Less flashy but as important were the astonishing improvements in public health – reduced child mortality, smallpox vaccinations, chlorinated water. These are the result of interlinked developments high and low: the invention of the lavatory linked to sewers may have saved a billion lives since the 1860s. The doubling of human life expectancy in one century and the reduction of child mortality by a factor of ten are triumphs with no downside – except our own voracious success as a species, our population rising from a billion people in 1800 to eight billion in 2025. The industrial revolution combined with our medical revolution now threatens our own existence.

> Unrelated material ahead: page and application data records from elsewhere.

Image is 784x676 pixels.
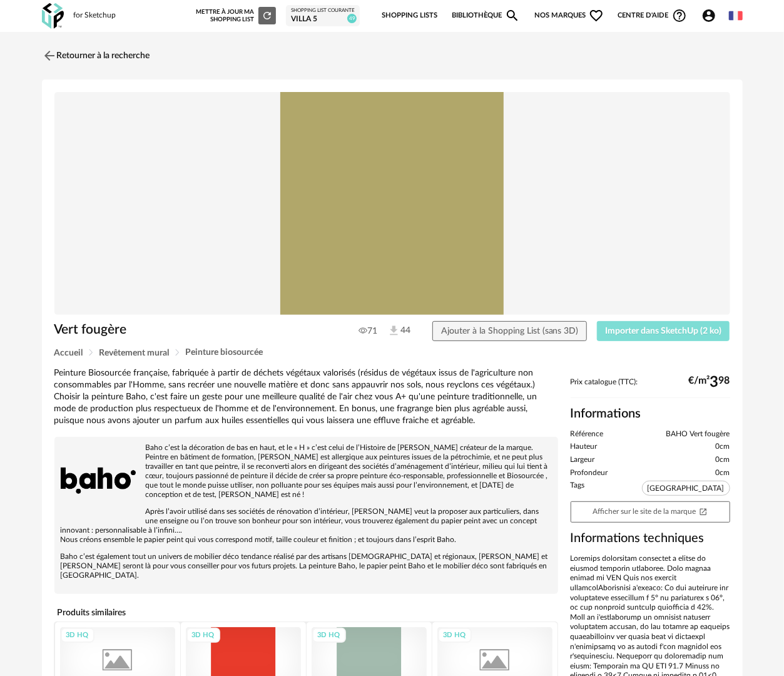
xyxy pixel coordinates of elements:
span: Heart Outline icon [589,8,604,23]
p: Après l’avoir utilisé dans ses sociétés de rénovation d’intérieur, [PERSON_NAME] veut la proposer... [60,507,552,544]
span: Open In New icon [699,507,708,515]
span: Profondeur [571,469,608,478]
a: BibliothèqueMagnify icon [452,2,521,29]
div: 3D HQ [438,628,472,643]
h3: Informations techniques [571,530,730,546]
div: 3D HQ [186,628,220,643]
img: fr [729,9,743,23]
span: Peinture biosourcée [186,348,263,357]
button: Importer dans SketchUp (2 ko) [597,321,730,341]
span: Tags [571,481,585,498]
div: €/m² 98 [689,378,730,387]
span: Account Circle icon [701,8,716,23]
span: Account Circle icon [701,8,722,23]
p: Baho c’est également tout un univers de mobilier déco tendance réalisé par des artisans [DEMOGRAP... [60,552,552,581]
span: 0cm [716,469,730,478]
span: Hauteur [571,442,598,452]
span: 0cm [716,442,730,452]
span: Nos marques [535,2,604,29]
span: Ajouter à la Shopping List (sans 3D) [441,327,579,335]
img: OXP [42,3,64,29]
img: svg+xml;base64,PHN2ZyB3aWR0aD0iMjQiIGhlaWdodD0iMjQiIHZpZXdCb3g9IjAgMCAyNCAyNCIgZmlsbD0ibm9uZSIgeG... [42,48,57,63]
span: Revêtement mural [100,349,169,357]
div: Breadcrumb [55,348,730,357]
p: Baho c’est la décoration de bas en haut, et le « H » c’est celui de l’Histoire de [PERSON_NAME] c... [60,443,552,500]
a: Retourner à la recherche [42,42,150,69]
span: Référence [571,429,604,440]
img: brand logo [60,443,136,518]
span: 71 [359,325,377,337]
span: Centre d'aideHelp Circle Outline icon [618,8,688,23]
h4: Produits similaires [55,604,558,621]
img: Téléchargements [388,325,401,338]
img: Product pack shot [55,92,730,315]
h2: Informations [571,405,730,422]
div: for Sketchup [74,11,116,20]
span: BAHO Vert fougère [666,429,730,440]
span: Refresh icon [262,12,273,19]
span: Accueil [55,349,83,357]
span: Help Circle Outline icon [672,8,687,23]
a: Shopping List courante VILLA 5 49 [291,7,355,24]
button: Ajouter à la Shopping List (sans 3D) [432,321,587,341]
a: Afficher sur le site de la marqueOpen In New icon [571,501,730,522]
h1: Vert fougère [55,321,329,338]
div: Shopping List courante [291,7,355,14]
span: Importer dans SketchUp (2 ko) [605,327,721,335]
div: VILLA 5 [291,15,355,25]
a: Shopping Lists [382,2,437,29]
span: 3 [710,378,719,387]
span: Magnify icon [505,8,520,23]
div: 3D HQ [312,628,346,643]
span: 0cm [716,455,730,465]
span: [GEOGRAPHIC_DATA] [642,481,730,496]
div: Mettre à jour ma Shopping List [196,7,276,25]
span: 44 [388,325,410,338]
span: 49 [347,14,356,23]
span: Largeur [571,455,595,465]
div: Peinture Biosourcée française, fabriquée à partir de déchets végétaux valorisés (résidus de végét... [55,367,558,426]
div: Prix catalogue (TTC): [571,378,730,398]
div: 3D HQ [60,628,95,643]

While the Net was invented by Brits and Americans and developed in Silicon Valley, where the new digital titans worked out how to make it profitable, it was the closed world that would really grasp its potentiaclass="underline" the Chinese security services were quickest to appreciate its power of surveillance. The Russians harnessed its ability to amplify and justify rage and propagate lies in the open world. The autocracies understood quickly that their hackers could poison the delicate political anatomy of the democracies by using their very freedoms against them.

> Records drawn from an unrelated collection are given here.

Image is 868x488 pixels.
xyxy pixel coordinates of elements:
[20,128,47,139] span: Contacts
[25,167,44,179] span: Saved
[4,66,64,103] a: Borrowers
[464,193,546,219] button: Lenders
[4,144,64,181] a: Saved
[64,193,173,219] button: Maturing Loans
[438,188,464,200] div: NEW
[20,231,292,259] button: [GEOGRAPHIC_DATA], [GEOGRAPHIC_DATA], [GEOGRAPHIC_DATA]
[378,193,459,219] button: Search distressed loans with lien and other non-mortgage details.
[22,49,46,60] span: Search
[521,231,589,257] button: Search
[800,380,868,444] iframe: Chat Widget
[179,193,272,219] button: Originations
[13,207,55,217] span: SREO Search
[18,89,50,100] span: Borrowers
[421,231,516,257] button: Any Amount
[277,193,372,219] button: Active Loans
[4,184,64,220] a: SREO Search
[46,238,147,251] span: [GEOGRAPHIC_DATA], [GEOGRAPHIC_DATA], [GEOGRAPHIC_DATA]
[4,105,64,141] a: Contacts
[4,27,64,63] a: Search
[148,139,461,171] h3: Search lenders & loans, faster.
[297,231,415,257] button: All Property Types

Bush was keen to meet Putin. On 16 June 2001, at a Slovenian summit, the new commande-in-chief of the unipower met the new Russian potentate. ‘I looked the man in the eye,’ said Bush, revealing the naivety of American paramountcy. ‘I found him very straightforward and trustworthy – I was able to get a sense of his soul.’ Putin, fighting an Islamic insurgency in Chechnya, warned Bush of the jihadi threat to the American homeland from a new Afghan force, the Taliban. The Communists had not lasted long after the Soviet withdrawal from Afghanistan, but a vicious civil war had discredited the warlords. In Kandahar, a coterie of ex-mujahedin Ghilzai talibs (madrassa students), under Omar, a one-eyed expert RPG-7 gunner who had returned to teaching, formed a vigilante band to stop crime and corruption. Adopted and funded by the Pakistani ISI, and backed by Haqqani, the Taliban quickly conquered the country, and invited Osama bin Laden back.

PRINCE OF THE TOWERS

‘Those extremists are all being funded by Saudi Arabia,’ Putin told Bush, ‘and it is only a matter of time before it results in a major catastrophe.’

Bush was astonished. ‘I was taken aback,’ recalled Condoleeza Rice, daughter of a minister from Birmingham, Alabama, descended from slaves, who became a State Department Russianist, Stanford professor and now the first black national security advisor,* ‘by Putin’s alarm and vehemence.’ It was they decided sour grapes after the Soviet defeat in Afghanistan.

Putin was right. While W had been planning his presidential run, another entitled scion of privilege was planning his own momentous mission. The older Bush’s Iraq war and protection of Saudi Arabia had horrified Osama bin Laden; he demanded an audience with King Fahd, though he was instead received by his brother Prince Sultan. Osama proposed that he reject American troops – present since the Gulf War – and let an Arab legion of mujahedin defend Mecca. Fahd trusted the bin Ladens, but dismissed Osama’s quixotic fanaticism and expelled him. He in turn despised the debauched Saudi kings for whom his father had worked: the Prophet had banned infidels from Arabia; now American troops were stationed there, while the American ally, Israel, had attacked Lebanon. Bin Laden, who received a $7 million annual income from his family, refined both his ideology and his organization, setting up in Sudan, working on his own engineering business while also setting up a network of terrorist cells, fundraisers, bomb makers, undercover operatives and the essential cannon fodder of Islamic terror, young – often teenaged – suicidists.